Clear and Present Danger Test (Unit 3)

Both are doctrines the Court invented to carve exceptions out of "Congress shall make no law." Clear and present danger limits speech that threatens public safety; obscenity doctrine limits speech with no redeeming social value. Together they show the Court treats free speech as broad but not absolute.

First Amendment (Unit 3)

Obscenity only makes sense against the backdrop of the First Amendment's strong default protection. The Court protects flag burning, hate speech, and offensive protest, then turns around and gives obscenity zero protection. That contrast is the whole point of LO 3.3.A.

Is "obscene" material on the AP Gov exam?

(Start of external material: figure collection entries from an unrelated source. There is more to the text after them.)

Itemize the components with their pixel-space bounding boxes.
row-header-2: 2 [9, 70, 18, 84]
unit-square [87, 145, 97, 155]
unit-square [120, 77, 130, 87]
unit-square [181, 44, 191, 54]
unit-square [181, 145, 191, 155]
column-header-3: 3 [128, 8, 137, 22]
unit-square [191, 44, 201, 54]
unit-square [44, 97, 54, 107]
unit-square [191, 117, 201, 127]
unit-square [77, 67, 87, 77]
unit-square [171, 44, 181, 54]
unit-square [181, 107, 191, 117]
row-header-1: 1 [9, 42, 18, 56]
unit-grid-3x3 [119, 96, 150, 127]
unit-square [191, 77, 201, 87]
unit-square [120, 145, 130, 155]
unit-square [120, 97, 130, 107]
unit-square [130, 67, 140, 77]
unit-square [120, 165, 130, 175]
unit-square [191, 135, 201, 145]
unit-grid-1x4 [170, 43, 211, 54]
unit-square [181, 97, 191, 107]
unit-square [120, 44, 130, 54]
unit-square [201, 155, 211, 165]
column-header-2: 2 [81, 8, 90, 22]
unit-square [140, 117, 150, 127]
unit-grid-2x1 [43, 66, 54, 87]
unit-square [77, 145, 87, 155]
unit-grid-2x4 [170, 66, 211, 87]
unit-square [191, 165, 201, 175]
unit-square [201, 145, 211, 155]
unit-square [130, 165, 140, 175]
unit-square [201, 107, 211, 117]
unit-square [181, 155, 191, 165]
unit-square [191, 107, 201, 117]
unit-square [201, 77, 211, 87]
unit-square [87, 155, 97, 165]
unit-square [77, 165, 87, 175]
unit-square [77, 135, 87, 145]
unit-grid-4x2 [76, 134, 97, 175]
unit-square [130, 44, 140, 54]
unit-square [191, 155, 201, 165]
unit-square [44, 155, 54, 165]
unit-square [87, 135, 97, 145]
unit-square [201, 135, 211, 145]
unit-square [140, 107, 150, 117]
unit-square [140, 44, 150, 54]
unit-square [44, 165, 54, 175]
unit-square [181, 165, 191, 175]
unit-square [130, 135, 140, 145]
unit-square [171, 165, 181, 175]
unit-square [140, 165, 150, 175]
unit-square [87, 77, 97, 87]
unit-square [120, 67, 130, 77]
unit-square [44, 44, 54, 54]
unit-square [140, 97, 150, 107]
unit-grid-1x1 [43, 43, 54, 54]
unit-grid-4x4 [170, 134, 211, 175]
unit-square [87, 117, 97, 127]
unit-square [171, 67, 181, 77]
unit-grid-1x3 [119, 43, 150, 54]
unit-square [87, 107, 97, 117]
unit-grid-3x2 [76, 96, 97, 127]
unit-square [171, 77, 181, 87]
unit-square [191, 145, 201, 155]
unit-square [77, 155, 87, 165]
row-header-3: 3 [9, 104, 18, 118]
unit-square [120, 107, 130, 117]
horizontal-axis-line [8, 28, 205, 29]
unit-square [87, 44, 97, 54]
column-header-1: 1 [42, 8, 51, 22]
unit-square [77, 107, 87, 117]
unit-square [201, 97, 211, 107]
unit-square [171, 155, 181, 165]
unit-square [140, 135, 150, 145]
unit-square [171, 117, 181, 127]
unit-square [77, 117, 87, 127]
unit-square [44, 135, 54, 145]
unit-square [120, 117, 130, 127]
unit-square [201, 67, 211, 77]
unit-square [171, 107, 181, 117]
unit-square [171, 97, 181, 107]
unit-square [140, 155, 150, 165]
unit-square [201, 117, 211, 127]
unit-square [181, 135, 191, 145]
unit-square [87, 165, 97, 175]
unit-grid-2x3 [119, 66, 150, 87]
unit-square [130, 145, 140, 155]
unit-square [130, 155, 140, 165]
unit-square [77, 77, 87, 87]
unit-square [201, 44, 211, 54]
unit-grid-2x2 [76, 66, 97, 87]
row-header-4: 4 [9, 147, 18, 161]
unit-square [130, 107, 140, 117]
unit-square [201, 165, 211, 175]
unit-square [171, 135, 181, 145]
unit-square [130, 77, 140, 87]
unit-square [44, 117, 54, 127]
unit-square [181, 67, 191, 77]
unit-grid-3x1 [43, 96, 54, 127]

Obscenity shows up most often in multiple-choice questions about the limits of free speech, usually as the correct answer to a stem like "Which of the following types of expression is NOT protected by the First Amendment?" You should be able to list it alongside defamation and time/place/manner regulations as the recognized limits named in the CED for 3.3.A. No released FRQ has centered on obscenity by name, but it works as supporting evidence in a Concept Application or Argument Essay about balancing individual liberty against social order. The key move on the exam is precision. Don't say the government can ban "offensive" speech (it mostly can't); say it can ban material that meets the Miller test's definition of obscenity.

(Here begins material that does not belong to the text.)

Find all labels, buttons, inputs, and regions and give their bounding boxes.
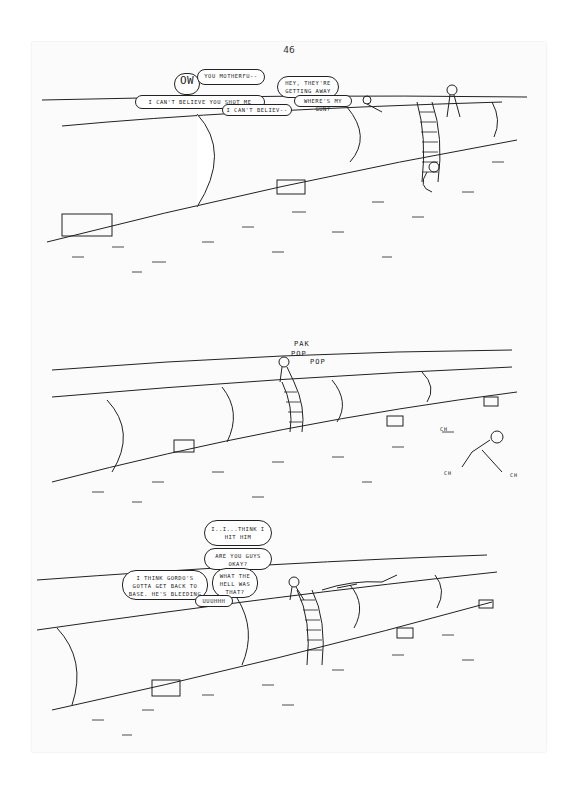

"obscene" material vs Offensive speech

This is the trap the exam loves. Offensive speech (hate speech, crude protest signs, flag burning) is generally PROTECTED by the First Amendment. Obscene material is NOT protected, but "obscene" is a narrow legal category defined by the Miller test, not just anything gross or sexual. If a question describes speech that merely offends people, the First Amendment protects it. Only material that fails all three Miller prongs loses protection.

Key things to remember about "obscene" material

  • Obscene material is one of the few categories of expression that gets zero First Amendment protection, along with defamation.

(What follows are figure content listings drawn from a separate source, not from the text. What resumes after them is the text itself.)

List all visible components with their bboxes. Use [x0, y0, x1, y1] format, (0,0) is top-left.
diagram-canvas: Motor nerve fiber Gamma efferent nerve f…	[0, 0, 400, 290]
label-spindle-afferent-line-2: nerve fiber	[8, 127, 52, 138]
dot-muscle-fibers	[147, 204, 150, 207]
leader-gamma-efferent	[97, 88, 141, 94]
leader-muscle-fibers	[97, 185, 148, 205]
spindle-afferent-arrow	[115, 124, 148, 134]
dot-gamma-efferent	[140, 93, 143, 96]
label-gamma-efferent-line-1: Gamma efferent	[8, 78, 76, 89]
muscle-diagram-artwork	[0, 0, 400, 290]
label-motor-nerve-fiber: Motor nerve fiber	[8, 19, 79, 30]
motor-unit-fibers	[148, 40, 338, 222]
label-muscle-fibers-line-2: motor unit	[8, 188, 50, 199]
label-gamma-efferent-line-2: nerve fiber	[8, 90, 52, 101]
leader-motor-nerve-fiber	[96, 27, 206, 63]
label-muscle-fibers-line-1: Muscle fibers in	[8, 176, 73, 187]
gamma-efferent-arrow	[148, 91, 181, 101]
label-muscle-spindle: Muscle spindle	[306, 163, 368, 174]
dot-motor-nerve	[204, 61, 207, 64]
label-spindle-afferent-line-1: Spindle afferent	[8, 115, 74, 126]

  • The Miller test from Miller v. California (1973) defines obscenity using community standards, patently offensive sexual content, and a lack of serious literary, artistic, political, or scientific value.

  • Because community standards are local, what counts as obscene can differ from one community to another.

  • Obscenity is legally distinct from offensive speech; the Court protects offensive and unpopular expression but not obscenity.

  • On the exam, obscenity is your evidence for LO 3.3.A's point that the Court balances individual free speech rights against social order.

Frequently asked questions about "obscene" material

What is obscene material in AP Gov?

It's expression, usually sexual content, that the Supreme Court has ruled falls outside First Amendment protection. Courts identify it using the three-prong Miller test from Miller v. California (1973), and material must fail all three prongs to be banned as obscene.

Is obscene material protected by the First Amendment?

No. Obscenity is one of the few categories of speech with no First Amendment protection, which means the government can ban it outright. But the legal definition is narrow, so very little material actually qualifies.

What's the difference between obscene speech and offensive speech?

Offensive speech is generally protected; the Court has upheld flag burning and hateful protest even when most people find them repugnant. Obscene material is a specific legal category defined by the Miller test, and only that category loses protection.

What is the Miller test for obscenity?

From Miller v. California (1973), material is obscene if (1) the average person applying contemporary community standards finds it appeals to prurient interest, (2) it depicts sexual conduct in a patently offensive way, and (3) it lacks serious literary, artistic, political, or scientific value as a whole. All three must be true.

Do I need to know obscenity cases for the AP Gov exam?

Miller v. California is not one of the 15 required Supreme Court cases, so you won't be asked to analyze it in depth. You do need to know that obscenity is unprotected speech, since the CED for Topic 3.3 lists limits on obscene communication as essential knowledge for LO 3.3.A.